Deep learning techniques depend on large datasets whose annotation is time-consuming. To reduce annotation burden, the self-training (ST) and active-learning (AL) methods have been developed as well as methods that combine them in an iterative fashion. However, it remains unclear when each method is the most useful, and when it is advantageous to combine them. In this paper, we propose a new method that combines ST with AL using Test-Time Augmentations (TTA). First, TTA is performed on an initial teacher network. Then, cases for annotation are selected based on the lowest estimated Dice score. Cases with high estimated scores are used as soft pseudo-labels for ST. The selected annotated cases are trained with existing annotated cases and ST cases with border slices annotations. We demonstrate the method on MRI fetal body and placenta segmentation tasks with different data variability characteristics. Our results indicate that ST is highly effective for both tasks, boosting performance for in-distribution (ID) and out-of-distribution (OOD) data.
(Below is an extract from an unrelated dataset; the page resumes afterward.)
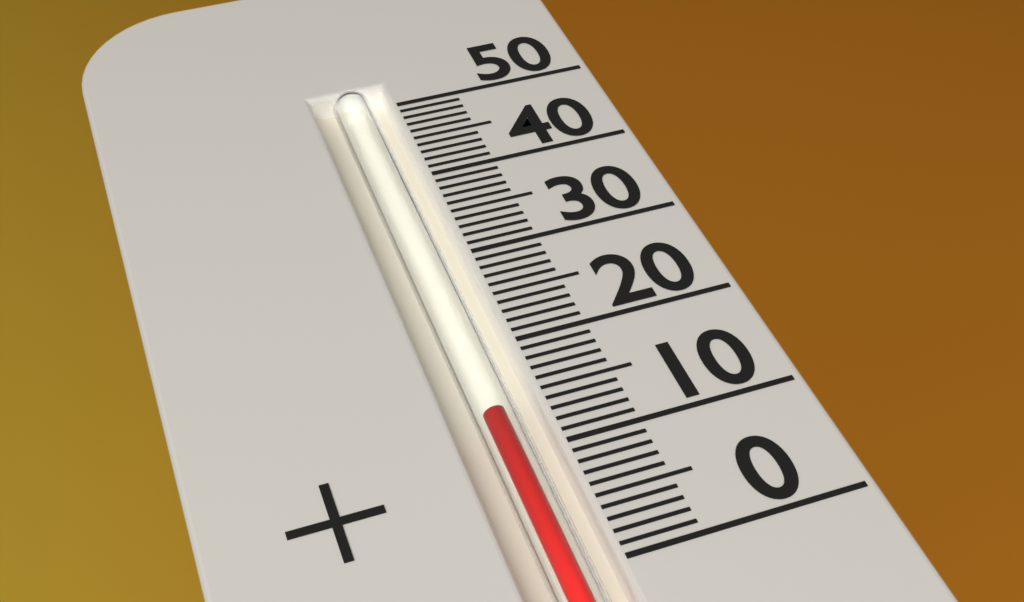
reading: 14 (no unit)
However, while self-training improved the performance of single-sequence fetal body segmentation when combined with AL, it slightly deteriorated performance of multi-sequence placenta segmentation on ID data. AL was helpful for the high variability placenta data, but did not improve upon random selection for the single-sequence body data. For fetal body segmentation sequence transfer, combining AL with ST following ST iteration yielded a Dice of 0.961 with only 6 original scans and 2 new sequence scans. Results using only 15 high-variability placenta cases were similar to those using 50 cases. Code is available at: https://github.com/Bella31/TTA-quality-estimation-ST-AL

57.6CVMay 24
Discrepancy Minimization Improves Cross-Hospital Robustness in Digital Pathology

Ben Vardi, Dana Schonberger, Yuval Friedmann et al.

Pathology foundation models (PFMs) have advanced rapidly in recent years and support training classifiers for a range of histopathology tasks. However, their robustness across hospitals remains limited: performance often degrades when training a classifier on data from one hospital and evaluating it on another target hospital. We address this challenge by fine-tuning PFMs with a local maximum mean discrepancy (LMMD) objective that applies to two settings: domain adaptation, where unlabeled target-hospital data is available, and domain generalization, where target-hospital data is unavailable at all. Experiments at both the patch- and slide-level show consistent improvements across multiple PFMs and tasks.